Sunday, October 18, 2009

The most taxing problem of our time

On the one year anniversary of the Lehman Brothers collapse, we put together a series of articles to mark the event and assess what problems still remained. The issue of banks that are 'too big to fail' but 'too big to save' remained unsolved.

This is our piece.

One year later we still don’t know if the regulators choice to sacrifice Lehman Brothers was the right one. But we do know they will do whatever they can to not have to make that choice again. Reports Jonathan Shapiro and Jane Lee.

In the final hours of the 158 year existence of Lehman Brothers, the ex-Treasury secretary and former rival banker Hank Paulson, Fed Chair Ben Bernanke, and NY Fed president Tim Geithner faced the toughest call of their lives.

Should they intervene and save the firm? And if they let it fail would the already brittle confidence of the financial markets withstand its collapse?’

While opinions are divided, the current version of history reads that the decision to let it fall was a catastrophic misjudgment. It’s a choice that the world wants to make sure never has to be made again.

The RBA governor Glenn Stevens concedes that managing the systemic risks posed by large bank failures is one of the defining challenges that regulators of his generation will face.

‘The most taxing problem of our time’

“The global policymaking community will have to grapple more effectively with the problem of entities that are ‘too big to fail’, but potentially ‘too big to save’, especially where their activities cross national borders. This is probably the most taxing financial regulatory problem of our time," he said recently.

Some believe that the problem of banks that are too big to fail will never go away.

"There will always be too-big-to-fail banks, no matter where the current debate leads us. When I say that banks’ balance sheets should be capped at $300 billion, I’m not for a minute saying that $300 billion is small enough to fail; I’m just saying that such banks are small enough to rescue,” says financial markets commentator Felix Salmon.

“Too big to fail we can cope with, by rescuing banks rather than letting them fail. Too big to rescue we can’t cope with. And right now, the big four banks in the US are too big to rescue. Which is scary," he said.

Stuff them with capital

One approach is to ensure big banks are more than adequately capitalised.

“If we cannot split banks up and cap the size then as a minimum we have to stuff them full of capital,” says Gary Jenkins, head of fixed income research at Evolution Securities in London.

"They just have to have lots of capital and we have to have much lower risk products being done by the banks and much less risk being taken so that they are much safer entities. And the only way you’ll do that is with regulation."

Others feel that being equiped to manage the failures, rather than preventing them is a more pragmatic approach.

"You’re not going to stop these things from failing, the best you can do is improve your ability to mop up afterwards. One of the big problems – and AIG illustrates it very clearly – is we’re still trying to regulate a global financial system with local rules. AIG was a classic example because as an insurance company it does not fall within central bank regulations. It does not fall under the transparency requirements of the central bank. And that was true of the investment banks too," said David Weiss, S&P's global chief economist.

Servant not master

Another way to manage the ‘too big to fail problem’ is reducing the importance of banks. Measures such as increasing the size and accessibility of capital markets so that businesses can lend directly from institutions is one such measure.

“In the same way that big companies can access funding directly from capital markets, by issuing bonds or commercial paper, I want to start creating a different financial model in the future, in which small companies get funding from sources other than banks,” said Chancellor Alastair Darling of the UK Treasury in a recent article.

“Our goal is to make finance the servant, not the master, of the real economy,” he says.

Jenkins shares a similar view on the role of the banking system.

“When you actually think about it what is a bank? What is it there to do? To oil the wheels of commerce. It being commerce itself is actually in some ways wrong,” he says.

He feels that the banking system should be a commodity or utility-like product, especially since it has become evident that the taxpayer has to stand behind it.

“That’s what it should be and that’s what regulators should want because if, at the end of the day, you have to bail it out - why on earth do you want it to be the main kind of money making machine in your economy? It doesn’t make any sense. They need to have a complete re-think about how the financial system should work. But I don’t think it will happen.”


Your answer must be the exact lines from the one holding "Task: Click on the a: Research Guides" through the final line of the records below, both included, and nothing more.

Saved data entries

○ ○ ○

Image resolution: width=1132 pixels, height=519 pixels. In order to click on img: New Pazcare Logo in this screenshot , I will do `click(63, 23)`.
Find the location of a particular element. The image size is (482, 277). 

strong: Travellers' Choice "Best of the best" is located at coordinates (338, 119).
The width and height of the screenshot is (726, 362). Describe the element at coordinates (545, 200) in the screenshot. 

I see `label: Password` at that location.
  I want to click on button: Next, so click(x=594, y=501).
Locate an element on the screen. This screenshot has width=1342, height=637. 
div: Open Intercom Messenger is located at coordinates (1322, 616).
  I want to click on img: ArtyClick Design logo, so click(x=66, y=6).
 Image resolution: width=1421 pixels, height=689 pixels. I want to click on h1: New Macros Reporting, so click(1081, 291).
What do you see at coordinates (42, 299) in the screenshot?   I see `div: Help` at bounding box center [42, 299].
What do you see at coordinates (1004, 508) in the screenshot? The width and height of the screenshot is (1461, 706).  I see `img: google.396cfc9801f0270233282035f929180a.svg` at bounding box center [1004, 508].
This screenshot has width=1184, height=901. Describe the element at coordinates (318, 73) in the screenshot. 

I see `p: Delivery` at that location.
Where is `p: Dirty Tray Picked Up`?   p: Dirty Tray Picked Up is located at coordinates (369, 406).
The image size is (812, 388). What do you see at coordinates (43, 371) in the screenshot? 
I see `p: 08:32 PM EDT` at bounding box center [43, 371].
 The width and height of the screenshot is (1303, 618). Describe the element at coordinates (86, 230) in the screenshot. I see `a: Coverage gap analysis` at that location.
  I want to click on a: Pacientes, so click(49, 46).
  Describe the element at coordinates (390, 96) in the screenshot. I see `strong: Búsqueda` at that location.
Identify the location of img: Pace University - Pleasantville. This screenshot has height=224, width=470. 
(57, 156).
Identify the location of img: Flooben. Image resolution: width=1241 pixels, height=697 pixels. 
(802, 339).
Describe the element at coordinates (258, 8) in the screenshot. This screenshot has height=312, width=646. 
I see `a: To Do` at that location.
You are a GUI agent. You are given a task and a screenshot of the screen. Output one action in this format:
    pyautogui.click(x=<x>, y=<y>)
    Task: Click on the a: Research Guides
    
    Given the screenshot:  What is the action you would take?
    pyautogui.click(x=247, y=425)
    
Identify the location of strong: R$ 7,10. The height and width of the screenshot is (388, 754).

○ ○ ○

_WORKED SOLUTION:_
    Task: Click on the a: Research Guides
    
    Given the screenshot:  What is the action you would take?
    pyautogui.click(x=247, y=425)
    
Identify the location of strong: R$ 7,10. The height and width of the screenshot is (388, 754).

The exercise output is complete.